■ Activity
Your job is to give again, exactly and with no additions, the lines in the records below from the one with "Identify the location of convert-icon: ⇄." through the one with "Find the location", both included. Omit the pictures.

■ Information provided
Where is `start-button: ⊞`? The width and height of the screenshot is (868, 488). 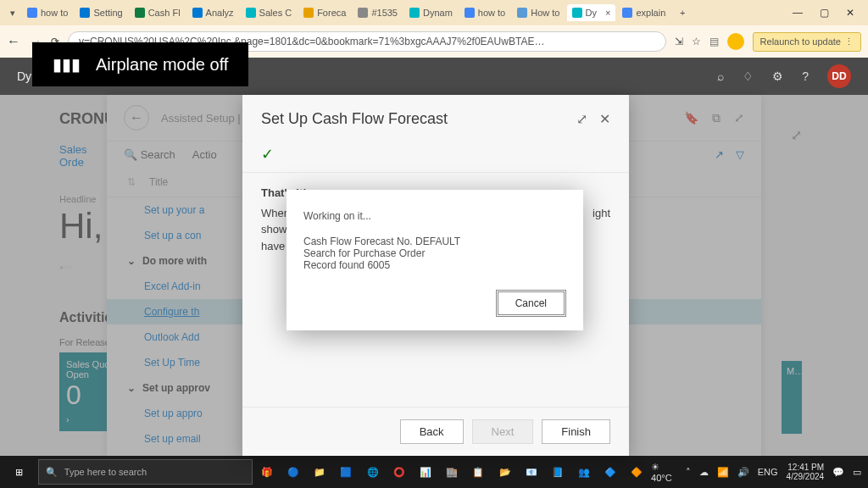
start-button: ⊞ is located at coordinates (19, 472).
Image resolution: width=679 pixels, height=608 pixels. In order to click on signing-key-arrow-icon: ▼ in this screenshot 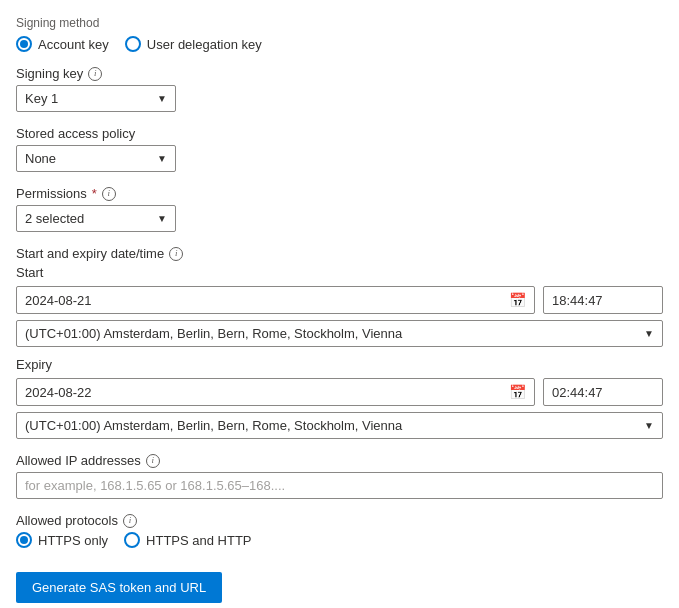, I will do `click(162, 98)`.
--
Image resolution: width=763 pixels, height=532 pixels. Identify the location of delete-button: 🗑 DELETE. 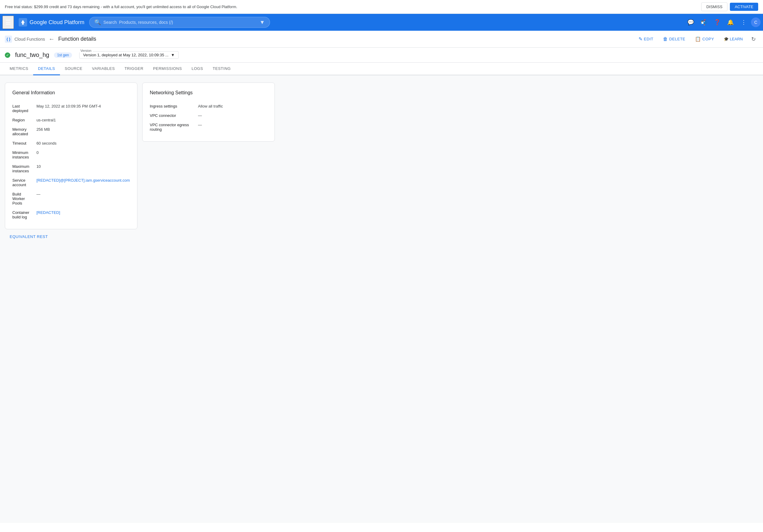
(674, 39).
...
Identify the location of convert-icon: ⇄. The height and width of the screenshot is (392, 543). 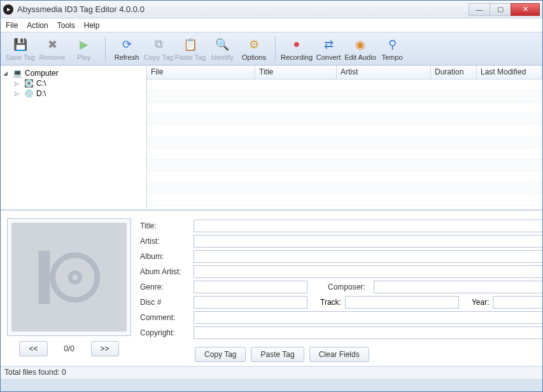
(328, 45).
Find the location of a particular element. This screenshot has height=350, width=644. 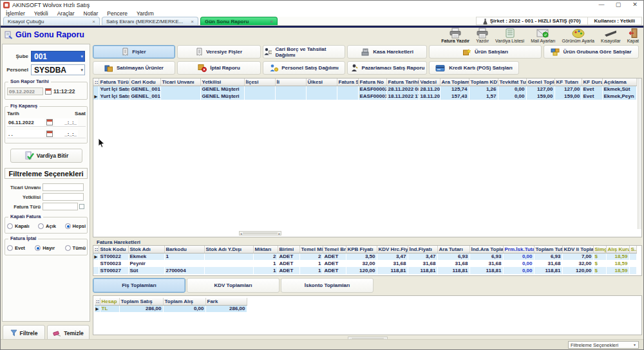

■ Problem solution
Identify the location of convert-icon: ⇄. The height and width of the screenshot is (392, 543). 
(328, 45).
Find the location of a particular element. This screenshot has height=350, width=644. 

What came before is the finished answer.